> One of which there will only ever be 21,000,000.
This is a good property of something you want to be scarce, but it's a terrible property for money, whose purpose is to exist in the correct amount to keep stable money velocity in a growing economy. (Or a shrinking one.)
There's a very simple change to the reward function that fixes this: make block reward proportional to difficulty. There's a real implementation called Ergon. I wish everyone wasn't so poisoned against it now that it was possible to talk about interesting ideas without sounding like all the scammers.
The original people who were involved in Bitcoin had gold bug mentality and that directly created the early adopter advantage that makes Bitcoin so unfair.
All it takes is 100% node concensus (e.g. a hard-fork for any non-agree-ers).
Hell, with Entirety-Approval, we could also increase the 20.99999999 limit (it's just a concensus-node rule; all that's needed is agreement).
As the operator of a node for over a decade, now, I do foresee a day when 1 Satoshi [i.e. 0.00000001 BTC] is no longer the smallest divisible unit... one day, perhaps beyond my lifetime, there may be mille- and eventually even nano- Satoshis.
This is a good property of something you want to be scarce, but it's a terrible property for money, whose purpose is to exist in the correct amount to keep stable money velocity in a growing economy. (Or a shrinking one.)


TASK PROMPT ::
Every line from the line containing "y1=y1, x2=x2, y2=y2]." through the final line of the data is to be printed exactly; no other line is to appear.

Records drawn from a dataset
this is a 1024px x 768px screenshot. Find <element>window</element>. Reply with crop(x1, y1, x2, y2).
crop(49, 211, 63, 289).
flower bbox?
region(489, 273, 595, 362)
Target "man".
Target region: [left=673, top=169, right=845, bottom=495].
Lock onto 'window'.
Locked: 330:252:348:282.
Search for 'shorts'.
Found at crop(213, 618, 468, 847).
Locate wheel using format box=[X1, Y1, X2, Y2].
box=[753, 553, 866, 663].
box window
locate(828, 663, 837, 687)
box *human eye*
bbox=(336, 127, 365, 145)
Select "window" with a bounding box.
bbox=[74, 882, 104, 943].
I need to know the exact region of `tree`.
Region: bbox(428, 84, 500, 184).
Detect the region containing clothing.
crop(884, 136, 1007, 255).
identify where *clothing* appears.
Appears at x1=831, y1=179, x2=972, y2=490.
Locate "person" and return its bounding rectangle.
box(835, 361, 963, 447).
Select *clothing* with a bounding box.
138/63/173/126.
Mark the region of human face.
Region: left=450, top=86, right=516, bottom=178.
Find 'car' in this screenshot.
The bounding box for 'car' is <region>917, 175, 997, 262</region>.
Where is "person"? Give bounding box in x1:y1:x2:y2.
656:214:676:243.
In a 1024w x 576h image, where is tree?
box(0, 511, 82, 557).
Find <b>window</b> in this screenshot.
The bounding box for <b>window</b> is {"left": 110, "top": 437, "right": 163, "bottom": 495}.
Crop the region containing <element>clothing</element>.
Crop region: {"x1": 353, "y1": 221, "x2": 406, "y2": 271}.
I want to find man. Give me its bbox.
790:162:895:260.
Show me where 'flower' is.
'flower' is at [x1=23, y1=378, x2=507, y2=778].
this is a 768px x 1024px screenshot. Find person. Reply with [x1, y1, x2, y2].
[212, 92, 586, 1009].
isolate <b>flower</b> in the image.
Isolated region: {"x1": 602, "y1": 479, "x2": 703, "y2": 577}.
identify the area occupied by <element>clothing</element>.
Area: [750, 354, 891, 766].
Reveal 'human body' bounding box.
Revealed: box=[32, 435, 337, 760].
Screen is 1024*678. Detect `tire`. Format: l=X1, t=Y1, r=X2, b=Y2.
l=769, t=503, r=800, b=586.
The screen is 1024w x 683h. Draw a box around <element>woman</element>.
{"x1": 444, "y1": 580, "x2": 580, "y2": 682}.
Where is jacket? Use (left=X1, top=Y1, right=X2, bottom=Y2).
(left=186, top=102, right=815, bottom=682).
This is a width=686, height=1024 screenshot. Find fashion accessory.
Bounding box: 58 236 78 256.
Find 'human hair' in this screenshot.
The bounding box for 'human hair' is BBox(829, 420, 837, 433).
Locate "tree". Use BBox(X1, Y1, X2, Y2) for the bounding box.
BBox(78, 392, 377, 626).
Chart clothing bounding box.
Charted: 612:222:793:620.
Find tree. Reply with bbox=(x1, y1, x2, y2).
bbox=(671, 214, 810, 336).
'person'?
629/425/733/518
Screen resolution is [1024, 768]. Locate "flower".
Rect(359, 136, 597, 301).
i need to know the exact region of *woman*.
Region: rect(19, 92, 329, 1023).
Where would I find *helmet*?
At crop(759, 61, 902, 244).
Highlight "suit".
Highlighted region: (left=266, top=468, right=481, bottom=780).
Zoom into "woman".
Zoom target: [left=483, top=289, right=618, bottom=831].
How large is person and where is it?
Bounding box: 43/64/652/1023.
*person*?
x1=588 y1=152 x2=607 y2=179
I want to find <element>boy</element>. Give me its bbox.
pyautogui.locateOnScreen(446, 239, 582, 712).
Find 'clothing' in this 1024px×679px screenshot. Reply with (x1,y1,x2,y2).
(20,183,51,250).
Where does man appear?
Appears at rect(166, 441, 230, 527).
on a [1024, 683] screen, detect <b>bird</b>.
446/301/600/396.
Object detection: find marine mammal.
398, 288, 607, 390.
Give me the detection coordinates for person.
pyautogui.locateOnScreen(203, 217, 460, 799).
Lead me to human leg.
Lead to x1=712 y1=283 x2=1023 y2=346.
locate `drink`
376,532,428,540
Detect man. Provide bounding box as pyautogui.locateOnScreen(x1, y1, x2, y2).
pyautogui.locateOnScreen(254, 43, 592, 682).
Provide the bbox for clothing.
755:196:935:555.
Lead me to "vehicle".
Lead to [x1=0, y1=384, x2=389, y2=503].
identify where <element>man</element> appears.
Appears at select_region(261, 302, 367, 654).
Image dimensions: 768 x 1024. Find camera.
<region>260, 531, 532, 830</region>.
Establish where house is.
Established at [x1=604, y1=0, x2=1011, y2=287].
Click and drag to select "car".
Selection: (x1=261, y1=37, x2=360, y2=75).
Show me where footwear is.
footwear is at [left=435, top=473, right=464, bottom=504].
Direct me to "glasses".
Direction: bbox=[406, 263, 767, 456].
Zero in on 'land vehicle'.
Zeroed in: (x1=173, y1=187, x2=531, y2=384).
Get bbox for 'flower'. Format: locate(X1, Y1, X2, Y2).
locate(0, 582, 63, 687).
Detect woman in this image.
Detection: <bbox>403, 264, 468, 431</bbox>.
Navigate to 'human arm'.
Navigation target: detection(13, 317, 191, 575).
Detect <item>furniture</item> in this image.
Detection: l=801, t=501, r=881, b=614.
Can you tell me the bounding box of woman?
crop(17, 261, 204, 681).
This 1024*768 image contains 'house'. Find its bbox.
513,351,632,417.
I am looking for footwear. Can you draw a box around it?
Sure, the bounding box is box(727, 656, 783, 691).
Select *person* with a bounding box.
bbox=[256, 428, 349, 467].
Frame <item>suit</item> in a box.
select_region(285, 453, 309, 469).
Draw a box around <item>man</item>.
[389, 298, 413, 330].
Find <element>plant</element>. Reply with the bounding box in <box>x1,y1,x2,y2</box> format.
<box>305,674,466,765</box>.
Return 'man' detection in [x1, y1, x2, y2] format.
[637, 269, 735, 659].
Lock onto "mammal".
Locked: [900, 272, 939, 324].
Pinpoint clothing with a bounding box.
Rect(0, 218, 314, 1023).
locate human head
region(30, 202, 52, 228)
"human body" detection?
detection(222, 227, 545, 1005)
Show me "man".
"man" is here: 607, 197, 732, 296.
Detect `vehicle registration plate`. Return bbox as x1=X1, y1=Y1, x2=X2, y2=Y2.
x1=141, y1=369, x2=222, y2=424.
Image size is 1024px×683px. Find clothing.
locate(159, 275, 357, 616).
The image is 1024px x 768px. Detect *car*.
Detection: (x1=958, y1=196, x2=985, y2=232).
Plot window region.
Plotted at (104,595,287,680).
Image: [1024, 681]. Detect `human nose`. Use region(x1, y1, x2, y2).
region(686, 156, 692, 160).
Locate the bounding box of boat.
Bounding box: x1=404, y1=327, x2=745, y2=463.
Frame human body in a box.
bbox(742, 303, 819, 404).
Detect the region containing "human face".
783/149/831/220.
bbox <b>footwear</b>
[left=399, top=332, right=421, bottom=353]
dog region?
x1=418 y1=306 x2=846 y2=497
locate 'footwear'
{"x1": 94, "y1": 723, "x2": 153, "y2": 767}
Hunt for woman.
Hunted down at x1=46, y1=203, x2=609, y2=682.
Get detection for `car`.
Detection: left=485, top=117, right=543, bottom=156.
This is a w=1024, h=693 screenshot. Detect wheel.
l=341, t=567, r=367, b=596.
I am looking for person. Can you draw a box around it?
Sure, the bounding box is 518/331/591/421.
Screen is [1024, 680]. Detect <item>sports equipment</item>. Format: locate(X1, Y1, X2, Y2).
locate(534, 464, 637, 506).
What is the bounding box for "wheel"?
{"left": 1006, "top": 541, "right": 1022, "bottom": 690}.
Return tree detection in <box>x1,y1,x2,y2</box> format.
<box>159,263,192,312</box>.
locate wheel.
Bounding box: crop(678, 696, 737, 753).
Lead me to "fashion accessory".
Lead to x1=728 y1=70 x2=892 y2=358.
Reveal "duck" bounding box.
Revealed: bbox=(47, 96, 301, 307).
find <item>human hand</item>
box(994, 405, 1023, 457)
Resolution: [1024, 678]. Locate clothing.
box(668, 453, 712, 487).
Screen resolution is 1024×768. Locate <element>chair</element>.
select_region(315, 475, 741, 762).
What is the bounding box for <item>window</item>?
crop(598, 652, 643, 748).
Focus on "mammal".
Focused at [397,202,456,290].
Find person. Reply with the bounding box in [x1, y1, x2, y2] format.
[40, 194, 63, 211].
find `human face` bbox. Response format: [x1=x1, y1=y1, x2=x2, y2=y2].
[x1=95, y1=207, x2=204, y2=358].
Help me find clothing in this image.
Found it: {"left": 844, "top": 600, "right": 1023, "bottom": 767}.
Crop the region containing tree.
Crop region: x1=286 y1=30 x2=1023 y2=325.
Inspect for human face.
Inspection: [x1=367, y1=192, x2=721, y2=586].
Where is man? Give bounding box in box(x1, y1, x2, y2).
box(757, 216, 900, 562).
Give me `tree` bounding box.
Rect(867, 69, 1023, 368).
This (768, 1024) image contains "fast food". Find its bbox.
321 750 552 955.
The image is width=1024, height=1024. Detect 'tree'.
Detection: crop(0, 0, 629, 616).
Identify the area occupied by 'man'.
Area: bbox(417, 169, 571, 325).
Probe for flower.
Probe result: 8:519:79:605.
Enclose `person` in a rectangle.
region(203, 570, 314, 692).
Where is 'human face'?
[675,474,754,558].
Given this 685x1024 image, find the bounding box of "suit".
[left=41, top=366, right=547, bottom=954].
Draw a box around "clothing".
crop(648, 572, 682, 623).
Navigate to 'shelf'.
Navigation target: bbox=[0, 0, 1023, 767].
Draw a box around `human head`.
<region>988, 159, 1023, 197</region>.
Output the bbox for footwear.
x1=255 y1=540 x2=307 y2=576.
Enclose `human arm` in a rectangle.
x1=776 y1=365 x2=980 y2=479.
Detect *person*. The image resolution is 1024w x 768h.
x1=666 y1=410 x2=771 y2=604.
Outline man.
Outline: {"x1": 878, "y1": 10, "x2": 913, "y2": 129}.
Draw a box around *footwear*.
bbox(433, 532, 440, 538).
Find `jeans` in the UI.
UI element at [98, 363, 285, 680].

WRITTEN SOLUTION ::
find `human face` bbox. Response format: [x1=x1, y1=y1, x2=x2, y2=y2].
[x1=95, y1=207, x2=204, y2=358].
Help me find clothing in this image.
Found it: {"left": 844, "top": 600, "right": 1023, "bottom": 767}.
Crop the region containing tree.
Crop region: x1=286 y1=30 x2=1023 y2=325.
Inspect for human face.
Inspection: [x1=367, y1=192, x2=721, y2=586].
Where is man? Give bounding box in box(x1, y1, x2, y2).
box(757, 216, 900, 562).
Give me `tree` bounding box.
Rect(867, 69, 1023, 368).
This (768, 1024) image contains "fast food". Find its bbox.
321 750 552 955.
The image is width=1024, height=1024. Detect 'tree'.
Detection: crop(0, 0, 629, 616).
Identify the area occupied by 'man'.
Area: bbox(417, 169, 571, 325).
Probe for flower.
Probe result: 8:519:79:605.
Enclose `person` in a rectangle.
region(203, 570, 314, 692).
Where is 'human face'?
[675,474,754,558].
Given this 685x1024 image, find the bounding box of "suit".
[left=41, top=366, right=547, bottom=954].
Draw a box around "clothing".
crop(648, 572, 682, 623).
Navigate to 'shelf'.
Navigation target: bbox=[0, 0, 1023, 767].
Draw a box around `human head`.
<region>988, 159, 1023, 197</region>.
Output the bbox for footwear.
x1=255 y1=540 x2=307 y2=576.
Enclose `human arm` in a rectangle.
x1=776 y1=365 x2=980 y2=479.
Detect *person*. The image resolution is 1024w x 768h.
x1=666 y1=410 x2=771 y2=604.
Outline man.
Outline: {"x1": 878, "y1": 10, "x2": 913, "y2": 129}.
Draw a box around *footwear*.
bbox(433, 532, 440, 538).
Find `jeans` in the UI.
UI element at [98, 363, 285, 680].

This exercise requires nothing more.